I suspect that if Gilligan was writing now – thirty years after his original research – he would be painting a far bleaker, more unboundaried, landscape. So, for example, allegations of sexual violence have been made by children in almost 1,700 primary schools with just over half of all offenders being children themselves - compared with a third ten years ago - according to the report by the charity, Everyone’s Invited, published in March this year (2025). (I tried to identify data from 30 years ago and it is not available; it was not the children who were interviewed about sexual violence in the last century – but their parents – and we now understand that the information may therefore be contaminated by parental perceptions and defences).
By the age of eleven, 27% of children have also viewed pornography (2023, Children’s Commissioner) - another piece of data providing some insight into the world that children inhabit.
A lot of the reviews of ‘Adolescence’ have focused solely on the misogyny that Jamie and his male peers exhibit. But what is going on here seems to be far more complex and enmeshed with growing an identity that survives the potential shamings of their journey through adolescence and conforms to certain perceptions of masculinity which provide a passport to peer acceptance. For some boys, the expectations that are imposed on them are unachievable – and they may resort to violence as a way of dealing with feelings of shame that might otherwise be unmanageable.
James Gilligan’s ‘epidemic’ has escalated into a pandemic, thanks primarily to the digital world’s ‘manosphere’ and social media. The survey that ‘Everyone’s Invited’ conducted included one nine-year-old boy who named Andrew Tate, the self-proclaimed misogynist influencer, as his role model in a school project. Tate has boasted about punching and beating women. A 2023 You-Gov poll found that one in six boys aged 6-15 had a positive view of Tate. Jamie mentions him in his interview in Episode 2.

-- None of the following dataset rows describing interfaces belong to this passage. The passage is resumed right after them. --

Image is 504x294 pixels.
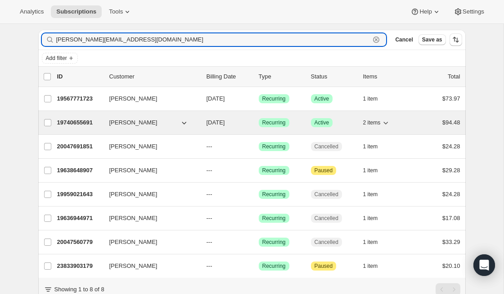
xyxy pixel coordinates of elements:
button: Clear [372,35,381,44]
p: Showing 1 to 8 of 8 [54,285,104,294]
p: 19959021643 [57,190,102,199]
p: 19567771723 [57,94,102,103]
span: [PERSON_NAME] [109,166,158,175]
div: 20047560779[PERSON_NAME]---SuccessRecurringCancelled1 item$33.29 [57,236,461,248]
span: Paused [315,262,333,269]
span: $24.28 [443,143,461,150]
span: $33.29 [443,238,461,245]
button: Help [405,5,446,18]
p: Billing Date [207,72,252,81]
span: Active [315,95,330,102]
span: 1 item [363,95,378,102]
span: --- [207,143,213,150]
span: --- [207,214,213,221]
div: 19567771723[PERSON_NAME][DATE]SuccessRecurringSuccessActive1 item$73.97 [57,92,461,105]
span: [DATE] [207,119,225,126]
span: 1 item [363,143,378,150]
span: $29.28 [443,167,461,173]
div: Items [363,72,409,81]
span: --- [207,262,213,269]
span: Cancelled [315,191,339,198]
span: Recurring [263,238,286,245]
span: 1 item [363,191,378,198]
p: 23833903179 [57,261,102,270]
span: Cancelled [315,214,339,222]
span: Subscriptions [56,8,96,15]
span: $73.97 [443,95,461,102]
p: ID [57,72,102,81]
p: 20047691851 [57,142,102,151]
span: 1 item [363,262,378,269]
span: Recurring [263,95,286,102]
span: [PERSON_NAME] [109,118,158,127]
span: Recurring [263,119,286,126]
button: [PERSON_NAME] [104,211,194,225]
span: [PERSON_NAME] [109,190,158,199]
div: 19636944971[PERSON_NAME]---SuccessRecurringCancelled1 item$17.08 [57,212,461,224]
span: Recurring [263,214,286,222]
button: 1 item [363,164,388,177]
span: Save as [422,36,443,43]
div: 19959021643[PERSON_NAME]---SuccessRecurringCancelled1 item$24.28 [57,188,461,200]
button: 1 item [363,259,388,272]
button: [PERSON_NAME] [104,259,194,273]
p: 19740655691 [57,118,102,127]
button: Subscriptions [51,5,102,18]
span: --- [207,167,213,173]
button: Save as [419,34,446,45]
span: $94.48 [443,119,461,126]
span: --- [207,191,213,197]
div: 19638648907[PERSON_NAME]---SuccessRecurringAttentionPaused1 item$29.28 [57,164,461,177]
button: [PERSON_NAME] [104,235,194,249]
button: 1 item [363,236,388,248]
p: 20047560779 [57,237,102,246]
span: [PERSON_NAME] [109,213,158,222]
span: 1 item [363,238,378,245]
button: [PERSON_NAME] [104,139,194,154]
span: $20.10 [443,262,461,269]
span: [PERSON_NAME] [109,261,158,270]
div: 20047691851[PERSON_NAME]---SuccessRecurringCancelled1 item$24.28 [57,140,461,153]
span: Cancel [395,36,413,43]
p: Status [311,72,356,81]
span: Tools [109,8,123,15]
span: Settings [463,8,485,15]
span: $17.08 [443,214,461,221]
button: 1 item [363,140,388,153]
button: 1 item [363,212,388,224]
p: 19636944971 [57,213,102,222]
div: Type [259,72,304,81]
div: 23833903179[PERSON_NAME]---SuccessRecurringAttentionPaused1 item$20.10 [57,259,461,272]
p: Customer [109,72,200,81]
button: Add filter [42,53,78,64]
p: Total [448,72,460,81]
span: Cancelled [315,238,339,245]
span: Help [420,8,432,15]
span: --- [207,238,213,245]
input: Filter subscribers [56,33,371,46]
span: Active [315,119,330,126]
span: [DATE] [207,95,225,102]
button: [PERSON_NAME] [104,115,194,130]
span: 2 items [363,119,381,126]
span: Add filter [46,54,67,62]
span: [PERSON_NAME] [109,142,158,151]
button: Sort the results [450,33,463,46]
div: IDCustomerBilling DateTypeStatusItemsTotal [57,72,461,81]
button: [PERSON_NAME] [104,163,194,177]
span: Cancelled [315,143,339,150]
button: 2 items [363,116,391,129]
button: Tools [104,5,137,18]
div: Open Intercom Messenger [474,254,495,276]
button: [PERSON_NAME] [104,187,194,201]
div: 19740655691[PERSON_NAME][DATE]SuccessRecurringSuccessActive2 items$94.48 [57,116,461,129]
button: Cancel [392,34,417,45]
p: 19638648907 [57,166,102,175]
span: Recurring [263,143,286,150]
button: Analytics [14,5,49,18]
span: 1 item [363,214,378,222]
span: Paused [315,167,333,174]
button: Settings [449,5,490,18]
span: Recurring [263,262,286,269]
span: $24.28 [443,191,461,197]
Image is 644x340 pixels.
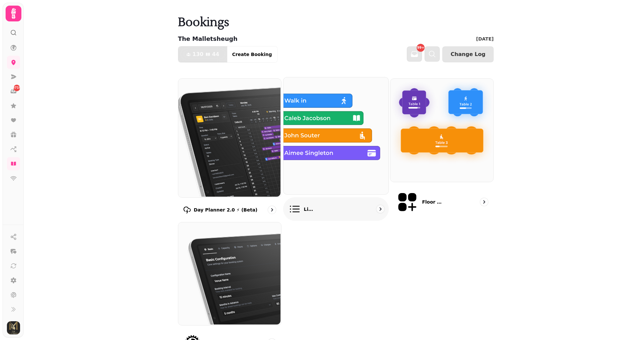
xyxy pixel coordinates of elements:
[178,34,238,44] p: The Malletsheugh
[178,78,281,197] img: Day Planner 2.0 ⚡ (Beta)
[194,207,258,213] p: Day Planner 2.0 ⚡ (Beta)
[422,199,445,205] p: Floor Plans (beta)
[304,206,315,212] p: List view
[178,78,282,219] a: Day Planner 2.0 ⚡ (Beta)Day Planner 2.0 ⚡ (Beta)
[193,52,203,57] span: 130
[269,207,275,213] svg: go to
[7,321,20,334] img: User avatar
[443,47,494,62] button: Change Log
[481,199,488,205] svg: go to
[178,47,227,62] button: 13044
[451,52,486,57] span: Change Log
[390,78,494,219] a: Floor Plans (beta)Floor Plans (beta)
[390,78,493,181] img: Floor Plans (beta)
[283,77,388,194] img: List view
[417,46,424,50] span: 99+
[5,321,22,334] button: User avatar
[227,47,277,62] button: Create Booking
[232,52,272,56] span: Create Booking
[283,77,389,221] a: List viewList view
[212,52,219,57] span: 44
[7,85,20,98] a: 3719
[13,86,21,90] span: 3719
[178,222,281,325] img: Configuration
[476,36,494,42] p: [DATE]
[377,206,384,212] svg: go to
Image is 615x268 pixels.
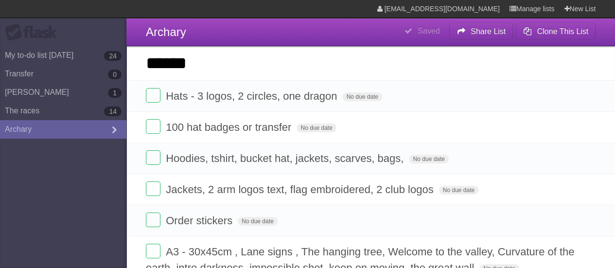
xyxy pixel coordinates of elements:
span: Order stickers [166,214,235,227]
button: Share List [449,23,513,40]
button: Clone This List [515,23,596,40]
label: Done [146,244,160,258]
label: Done [146,119,160,134]
b: 1 [108,88,122,98]
label: Done [146,212,160,227]
label: Done [146,150,160,165]
span: No due date [409,155,448,163]
b: Clone This List [537,27,588,35]
b: 24 [104,51,122,61]
b: Saved [418,27,439,35]
span: Hoodies, tshirt, bucket hat, jackets, scarves, bags, [166,152,406,164]
span: Jackets, 2 arm logos text, flag embroidered, 2 club logos [166,183,436,195]
span: No due date [238,217,277,226]
span: Hats - 3 logos, 2 circles, one dragon [166,90,339,102]
span: 100 hat badges or transfer [166,121,294,133]
b: Share List [471,27,506,35]
label: Done [146,181,160,196]
span: No due date [342,92,382,101]
b: 0 [108,70,122,79]
label: Done [146,88,160,103]
div: Flask [5,24,63,41]
span: No due date [297,123,336,132]
span: Archary [146,25,186,38]
span: No due date [439,186,478,194]
b: 14 [104,106,122,116]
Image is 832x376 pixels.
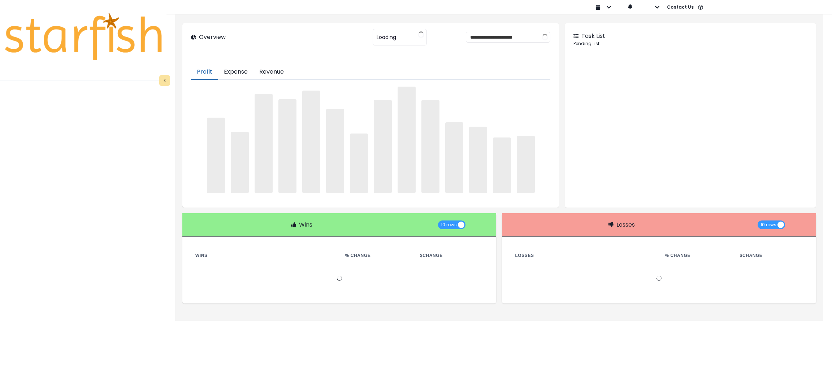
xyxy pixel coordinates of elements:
[218,65,253,80] button: Expense
[350,134,368,194] span: ‌
[421,100,439,194] span: ‌
[573,40,807,47] p: Pending List
[441,221,457,229] span: 10 rows
[253,65,290,80] button: Revenue
[207,118,225,194] span: ‌
[398,87,416,193] span: ‌
[278,99,296,194] span: ‌
[199,33,226,42] p: Overview
[493,138,511,194] span: ‌
[231,132,249,194] span: ‌
[339,251,414,260] th: % Change
[374,100,392,193] span: ‌
[509,251,659,260] th: Losses
[191,65,218,80] button: Profit
[445,122,463,193] span: ‌
[302,91,320,194] span: ‌
[299,221,312,229] p: Wins
[616,221,635,229] p: Losses
[659,251,734,260] th: % Change
[760,221,776,229] span: 10 rows
[517,136,535,193] span: ‌
[190,251,339,260] th: Wins
[377,30,396,45] span: Loading
[469,127,487,194] span: ‌
[255,94,273,194] span: ‌
[326,109,344,193] span: ‌
[414,251,489,260] th: $ Change
[581,32,605,40] p: Task List
[734,251,809,260] th: $ Change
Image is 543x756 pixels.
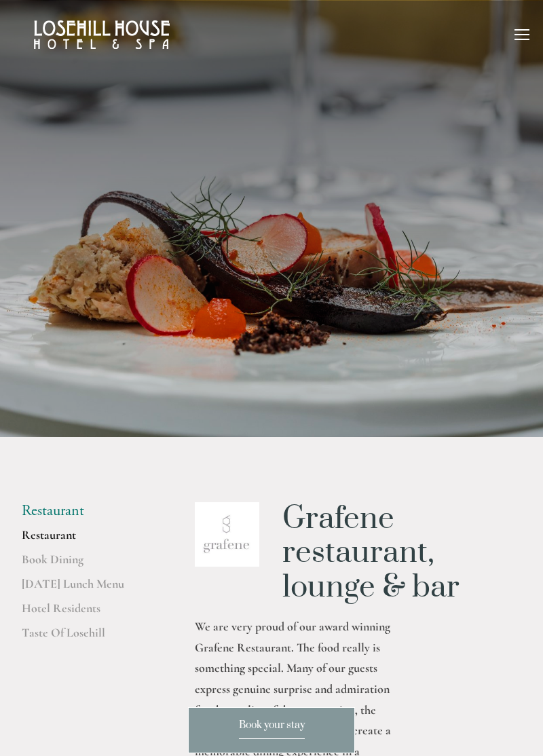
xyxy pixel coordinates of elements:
[21,527,152,551] a: Restaurant
[195,502,260,567] img: grafene.jpg
[21,601,152,625] a: Hotel Residents
[239,718,305,739] span: Book your stay
[282,502,522,604] h1: Grafene restaurant, lounge & bar
[21,551,152,576] a: Book Dining
[21,576,152,601] a: [DATE] Lunch Menu
[21,502,152,519] li: Restaurant
[21,625,152,650] a: Taste Of Losehill
[34,20,170,49] img: Losehill House
[188,707,356,753] a: Book your stay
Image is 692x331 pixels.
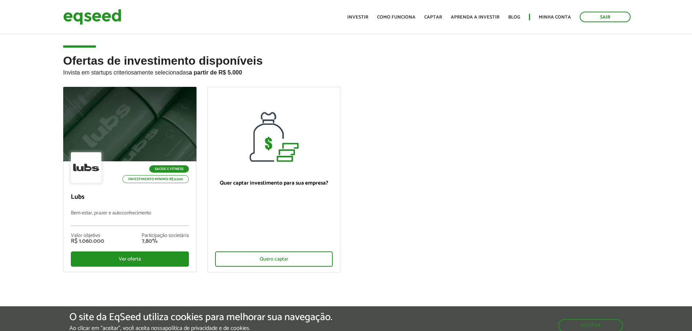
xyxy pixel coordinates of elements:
a: Saúde e Fitness Investimento mínimo: R$ 5.000 Lubs Bem-estar, prazer e autoconhecimento Valor obj... [63,87,197,272]
h2: Ofertas de investimento disponíveis [63,54,629,87]
strong: a partir de R$ 5.000 [189,69,242,76]
p: Bem-estar, prazer e autoconhecimento [71,210,189,226]
a: Blog [508,15,520,20]
p: Quer captar investimento para sua empresa? [215,180,333,186]
img: EqSeed [63,7,121,27]
p: Lubs [71,193,189,201]
div: Quero captar [215,251,333,267]
div: R$ 1.060.000 [71,238,104,244]
a: Sair [580,12,631,22]
a: Minha conta [539,15,571,20]
a: Investir [347,15,368,20]
p: Saúde e Fitness [149,165,189,173]
a: Como funciona [377,15,416,20]
div: Ver oferta [71,251,189,267]
h5: O site da EqSeed utiliza cookies para melhorar sua navegação. [69,312,332,323]
div: Participação societária [142,233,189,238]
a: Aprenda a investir [451,15,500,20]
p: Invista em startups criteriosamente selecionadas [63,67,629,76]
div: Valor objetivo [71,233,104,238]
p: Investimento mínimo: R$ 5.000 [122,175,189,183]
a: Quer captar investimento para sua empresa? Quero captar [207,87,341,272]
a: Captar [424,15,442,20]
div: 7,80% [142,238,189,244]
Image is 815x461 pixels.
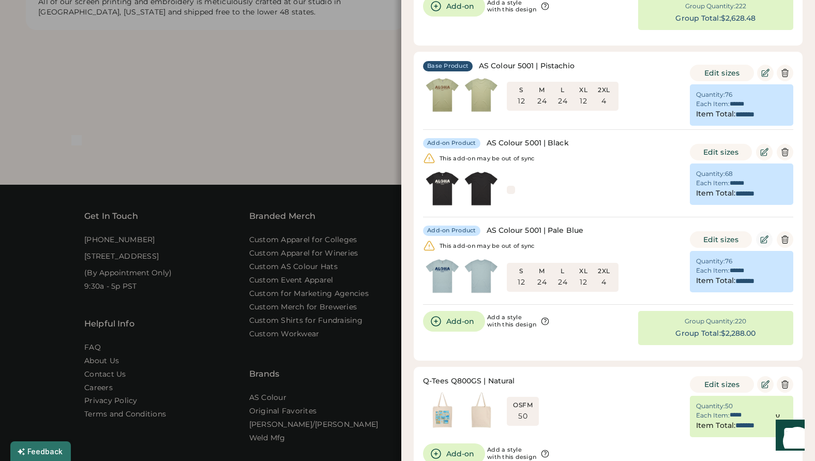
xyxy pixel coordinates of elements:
div: Group Total: [676,13,721,24]
iframe: Front Chat [766,414,811,459]
div: M [534,86,550,94]
div: 2XL [596,267,613,275]
div: OSFM [513,401,533,409]
div: 222 [736,2,747,10]
div: This add-on may be out of sync [440,155,535,162]
div: 12 [580,277,587,288]
div: XL [575,86,592,94]
div: Group Quantity: [686,2,736,10]
div: 12 [518,96,525,107]
img: generate-image [423,76,462,114]
div: 220 [735,317,747,325]
div: S [513,86,530,94]
div: 76 [725,91,733,99]
div: 50 [518,411,528,422]
div: Item Total: [696,188,736,199]
div: 12 [518,277,525,288]
button: Edit sizes [690,376,754,393]
div: $2,288.00 [721,329,756,339]
div: Add a style with this design [487,314,537,329]
div: Quantity: [696,91,725,99]
img: generate-image [423,391,462,429]
div: S [513,267,530,275]
div: Add-on Product [427,227,477,235]
div: 12 [580,96,587,107]
img: generate-image [423,257,462,295]
div: Quantity: [696,402,725,410]
div: AS Colour 5001 | Pistachio [479,61,575,71]
div: 4 [602,277,606,288]
button: Delete [777,65,794,81]
img: generate-image [462,391,501,429]
div: AS Colour 5001 | Black [487,138,569,148]
button: Edit Product [757,65,774,81]
div: Item Total: [696,109,736,120]
div: $2,628.48 [721,13,756,24]
button: Delete [777,231,794,248]
div: Quantity: [696,170,725,178]
div: XL [575,267,592,275]
div: 2XL [596,86,613,94]
div: Item Total: [696,276,736,286]
button: Delete [777,144,794,160]
div: Item Total: [696,421,736,431]
button: Delete [777,376,794,393]
div: 76 [725,257,733,265]
div: Q-Tees Q800GS | Natural [423,376,515,386]
div: Add-on Product [427,139,477,147]
div: Each Item: [696,411,730,420]
div: M [534,267,550,275]
button: Edit Product [756,144,773,160]
div: 24 [558,277,568,288]
div: Each Item: [696,179,730,187]
img: generate-image [462,257,501,295]
div: Group Total: [676,329,721,339]
button: Edit Product [757,376,774,393]
div: 24 [538,277,547,288]
div: L [555,267,571,275]
div: 68 [725,170,733,178]
div: Each Item: [696,100,730,108]
button: Edit Product [756,231,773,248]
div: 24 [558,96,568,107]
div: AS Colour 5001 | Pale Blue [487,226,584,236]
div: Base Product [427,62,469,70]
button: Edit sizes [690,231,752,248]
div: 4 [602,96,606,107]
button: Edit sizes [690,144,752,160]
img: generate-image [462,169,501,208]
div: L [555,86,571,94]
div: 50 [725,402,733,410]
div: Quantity: [696,257,725,265]
div: Add a style with this design [487,447,537,461]
button: Add-on [423,311,485,332]
div: Group Quantity: [685,317,735,325]
button: Edit sizes [690,65,754,81]
img: generate-image [462,76,501,114]
div: This add-on may be out of sync [440,243,535,250]
div: Each Item: [696,266,730,275]
img: generate-image [423,169,462,208]
div: 24 [538,96,547,107]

Had Jamie not made his frenzied attack on Katie, repeatedly stabbing her, his ego may not have survived, overwhelmed by the ridicule she heaped on him in full view of all those with access to her ‘insta’ posts. Her attack was vicious and she had mortified (literally means ‘deadened’!) him by her salvo of emojis. His repeated response to both his father and the police was that he had ‘done nothing wrong’. Eddie assumed that meant his son was innocent of the murder, whereas I suspect Jamie meant that his actions were justified, given the circumstances of his situation.
When I asked my grand-daughter why she thought Jamie killed Katie, she told me that he probably felt he had no choice; his mates would have been egging him on (one of them, Ryan, provided the murder weapon, if you remember) – and he would have lost face (been further humiliated) if he had come back without having done something to prove his masculinity. I stifled the response that immediately came to mind (‘Of course he had a choice – he just made the wrong one!’) and instead we talked a bit more about the pressures on Jamie – and on Katie.
I was left reflecting that if we are to stem the flow of this violence and limit the growing numbers of incel recruits – and those named incels by their detractors - then parental figures – whether in schools or in family homes – need to inform themselves about what is online and what the pressures on their children are.
So on the one hand, they have to be aware of porn addiction, strangulation and sexual violence – and be able to air their concerns to their children in a way that engages them, rather than shuts them down. On the other hand, they need to be super-sensitive to the toxic shame that some children are drowning in because they don’t conform to the stereotypes of masculinity or femininity laid down online, in social media posts and TikTok feeds – and they have to find ways of talking comfortably with their children about a sexual intimacy that is loving and consensual.